News | May 8, 2026
A recent study by Tatyana Avilova, Economist at Secretariat has been selected by the Editor of JAMA Health Forum as an Editor’s Choice: Clinical Trial of 2025.
Ms. Hulst draws on more than 20 years of professional experience in litigation and disputes to provide legal and market research, draft legal memoranda, conduct discovery, and support depositions, arbitrations, and trials.
Jennifer Hulst draws on more than 20 years of professional experience in litigation and disputes to provide legal and market research, draft, review, and analyze legal memoranda and discovery, and support litigation administration, depositions, arbitrations, and trials.
Ms. Hulst’s work spans intellectual property, antitrust, employment, class actions, insurance coverage, and tort matters. She applies her expertise to support client intake and engagement, economic analyses, develop legal analyses for approaches to damages, perform market research of products, suppliers, and purchasers, and monitor project deadlines and case law developments that affect clients.
Examples of Ms. Hulst’s work include the following projects:
Ms. Hulst is a certified trial technician, and has assisted counsel in jury trials in several civil litigation matters in California. Before joining Secretariat, she was director of litigation operations at Intensity.
A recent study by Tatyana Avilova, Economist at Secretariat has been selected by the Editor of JAMA Health Forum as an Editor’s Choice: Clinical Trial of 2025.
Secretariat Experts Recognized in Lexology’s 2026 Investigations Report
Ten of Secretariat experts have been recognized in the Lexology Index 2026 Investigations report, produced in partnership with Global Investigations Review. The guide highlights leading investigations lawyers, digital forensic specialists, and forensic accountants who are trusted to support the most demanding matters worldwide.
AI is rapidly reshaping how financial institutions in Latin America approach compliance, shifting from reactive monitoring to proactive financial crime detection. Advanced AI platforms specialized in crime detection enable banks to process vast datasets, identify anomalous behaviors, and map hidden relationships across accounts and jurisdictions. This is particularly relevant in a region characterized by complex cross-border flows, uneven regulatory enforcement, and significant exposure to illicit economies.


TASK TO CARRY OUT:
Which lines of the entries below hold the word "pixels"? Report each of them.
===== DATA PROVIDED =====
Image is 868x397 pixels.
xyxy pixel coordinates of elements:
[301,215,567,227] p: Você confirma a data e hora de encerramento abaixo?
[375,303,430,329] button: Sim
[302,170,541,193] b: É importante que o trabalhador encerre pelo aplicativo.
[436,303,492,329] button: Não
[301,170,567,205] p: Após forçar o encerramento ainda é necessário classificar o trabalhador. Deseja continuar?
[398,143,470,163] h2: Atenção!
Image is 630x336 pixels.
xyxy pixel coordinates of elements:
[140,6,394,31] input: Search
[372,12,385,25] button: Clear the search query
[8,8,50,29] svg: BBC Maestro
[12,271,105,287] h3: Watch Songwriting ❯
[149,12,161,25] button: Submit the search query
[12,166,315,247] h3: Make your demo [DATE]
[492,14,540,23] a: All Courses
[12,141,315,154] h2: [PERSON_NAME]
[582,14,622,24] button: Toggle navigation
=====
EXERCISE OUTPUT:
Image is 868x397 pixels.
Image is 630x336 pixels.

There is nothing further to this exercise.